Voz smiled girlishly. “Come on,” she said and grabbed him by the arm.
* * * *
Mme. Rumella had collected Benny and the four of them had set off purposefully for the Temple of Poseidon. Leila desperately wanted to see the intact temple, but still insisted on being neither first nor last should they ever have to walk single file. At the moment, they were walking two-by-two, with Mary and Mme. Rumella in the lead. Their Foci were already drawn, even though the were just crossing through the nineteenth. They had started out in the same century, but the temple in question lay in the city’s Third Quarter and they had to cross forward in time before they could go back.
“You notice who’s been conspicuously absent from our lives the past few days?” Mary asked. Mme. Rumella waited for her to answer her own question. “Delilah Runestone.”
Mme. Rumella paused and thought of the events of the past few days. “True,” she finally said.
“You would think that if she were serious about our not getting involved in this, she would do more than warn us once.”
“She did show up in that ridiculous disguise the next day,” Mme. Rumella pointed out.
“Alright, but it’s still not a great follow-up, is it?”
“No, and in fact I’m beginning to think that she was exercising a bit of reverse psychology on us.”
“You think she wants us to get involved? Why wouldn’t she just say so?”
“If a dark sorceress came to you and asked you for a favor, would you grant it?” Mme. Rumella inquired.
“I see your point. I just wonder what her part is in all of this.”

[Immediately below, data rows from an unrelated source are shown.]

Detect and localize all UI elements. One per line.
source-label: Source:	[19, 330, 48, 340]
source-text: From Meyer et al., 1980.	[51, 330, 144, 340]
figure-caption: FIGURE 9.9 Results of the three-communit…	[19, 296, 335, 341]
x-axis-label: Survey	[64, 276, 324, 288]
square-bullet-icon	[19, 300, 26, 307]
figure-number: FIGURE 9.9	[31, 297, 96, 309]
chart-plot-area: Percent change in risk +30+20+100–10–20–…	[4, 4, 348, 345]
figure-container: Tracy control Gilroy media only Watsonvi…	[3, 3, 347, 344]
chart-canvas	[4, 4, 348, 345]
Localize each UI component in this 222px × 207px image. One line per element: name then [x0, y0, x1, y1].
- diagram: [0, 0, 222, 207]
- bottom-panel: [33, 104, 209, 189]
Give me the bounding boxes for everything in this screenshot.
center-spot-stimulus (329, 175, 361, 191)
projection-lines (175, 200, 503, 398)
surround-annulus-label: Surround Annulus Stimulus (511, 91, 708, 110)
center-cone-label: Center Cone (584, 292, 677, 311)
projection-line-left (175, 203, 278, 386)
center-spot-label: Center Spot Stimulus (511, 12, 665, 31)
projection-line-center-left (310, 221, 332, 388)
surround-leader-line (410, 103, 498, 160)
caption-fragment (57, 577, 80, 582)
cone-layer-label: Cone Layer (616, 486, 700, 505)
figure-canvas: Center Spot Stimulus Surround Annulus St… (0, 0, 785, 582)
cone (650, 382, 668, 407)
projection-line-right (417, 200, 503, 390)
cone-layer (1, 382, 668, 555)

“Perhaps she knew of Lionel’s plan, and wanted to set two of the city’s notorious trouble-makers onto it,” Mme. Rumella suggested and they shared a smile.
Leila glanced briefly into the lowering autumn sun. She had paid to have her glasses enchanted so that they changed tone immediately depending on the light. Much quicker than normal-world glasses, but then it could be disconcerting when your field of vision kept getting brighter or darker depending on where you looked.
She and Benny walked a few paces behind the other pair.